And of course that is all the more reasonable, since our linguistic utterings include both real and fantastic concepts: nobody down here knows how to generate an Einstein-Rosen bridge, yet most of the people who regularly watch movies have a grasp of the concept, especially since it has been graphically explained in a few movies, most notable the one in Event Horizon, where the science nut abuses a pinup model by showing how he could get from one end of her space to the other one, by folding her onto herself...

And the movie subjects? We used to be oblivious about how movies were made, except that it had to do with cameras, stages and players. Some of us knew about tricks like the green screen technique, which used to be quite visible to the viewer's eye, just like the small puppet soldiers in the filmings of ancient Greek myths back in the thirties and forties. Nowadays, we see more of the stunts than before, because they have to fill all those DVDs and Blurays with something, right? But how much of it is truthful info, instead of just a coverup scenario for the fact that some of us have already figured out how to build Einstein-Rosen bridges?
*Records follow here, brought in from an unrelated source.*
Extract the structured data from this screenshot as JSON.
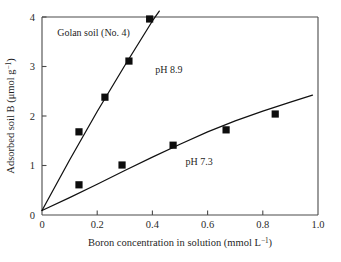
{
  "chart_data": {
    "type": "scatter",
    "title": "",
    "annotation_title": "Golan soil (No. 4)",
    "xlabel_parts": {
      "main": "Boron concentration in solution (mmol L",
      "sup": "−1",
      "tail": ")"
    },
    "xlabel": "Boron concentration in solution (mmol L−1)",
    "ylabel_parts": {
      "main": "Adsorbed soil B (μmol g",
      "sup": "−1",
      "tail": ")"
    },
    "ylabel": "Adsorbed soil B (μmol g−1)",
    "xlim": [
      0,
      1.0
    ],
    "ylim": [
      0,
      4.0
    ],
    "xticks": [
      0,
      0.2,
      0.4,
      0.6,
      0.8,
      1.0
    ],
    "xtick_labels": [
      "0",
      "0.2",
      "0.4",
      "0.6",
      "0.8",
      "1.0"
    ],
    "yticks": [
      0,
      1,
      2,
      3,
      4
    ],
    "ytick_labels": [
      "0",
      "1",
      "2",
      "3",
      "4"
    ],
    "grid": false,
    "legend_position": "inline-annotations",
    "marker_style": "filled-square",
    "marker_color": "#0d0d0d",
    "line_color": "#111111",
    "axis_color": "#4a4a4a",
    "series": [
      {
        "name": "pH 8.9",
        "label": "pH 8.9",
        "label_at": {
          "x": 0.41,
          "y": 2.86
        },
        "points": [
          {
            "x": 0.134,
            "y": 1.68
          },
          {
            "x": 0.228,
            "y": 2.38
          },
          {
            "x": 0.315,
            "y": 3.11
          },
          {
            "x": 0.39,
            "y": 3.96
          }
        ],
        "fit_curve": [
          {
            "x": 0.0,
            "y": 0.09
          },
          {
            "x": 0.1,
            "y": 1.11
          },
          {
            "x": 0.2,
            "y": 2.09
          },
          {
            "x": 0.3,
            "y": 3.02
          },
          {
            "x": 0.4,
            "y": 3.92
          },
          {
            "x": 0.425,
            "y": 4.12
          }
        ]
      },
      {
        "name": "pH 7.3",
        "label": "pH 7.3",
        "label_at": {
          "x": 0.52,
          "y": 1.02
        },
        "points": [
          {
            "x": 0.134,
            "y": 0.61
          },
          {
            "x": 0.29,
            "y": 1.01
          },
          {
            "x": 0.475,
            "y": 1.41
          },
          {
            "x": 0.667,
            "y": 1.72
          },
          {
            "x": 0.845,
            "y": 2.04
          }
        ],
        "fit_curve": [
          {
            "x": 0.0,
            "y": 0.09
          },
          {
            "x": 0.1,
            "y": 0.35
          },
          {
            "x": 0.2,
            "y": 0.62
          },
          {
            "x": 0.3,
            "y": 0.9
          },
          {
            "x": 0.4,
            "y": 1.17
          },
          {
            "x": 0.5,
            "y": 1.43
          },
          {
            "x": 0.6,
            "y": 1.68
          },
          {
            "x": 0.7,
            "y": 1.9
          },
          {
            "x": 0.8,
            "y": 2.1
          },
          {
            "x": 0.9,
            "y": 2.28
          },
          {
            "x": 0.98,
            "y": 2.42
          }
        ]
      }
    ]
  }
}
What I mean is this: let's talk animation, computer-generated movies from start to end. I guess Toy Story stole the feature-length trophy from Pixar's desk lamp short, but you could always tell it was animation because of the resolution, and the somewhat simple physics of the whole thing. At the time, they proudly mentioned that they'd had a computer farm of hundreds of graphics workstations at work to render the eventual end release, but being a computer nerd, I immediately knew there wasn't a computing restriction on rendering the movie because you can render it at any speed, and then play it in 'real' time. And let's not forget the advances in computer programs: tricks like motion capture gave the beings generated a real look and feel, to a point where it becomes hard to distinguish 'real' movie making from tricks.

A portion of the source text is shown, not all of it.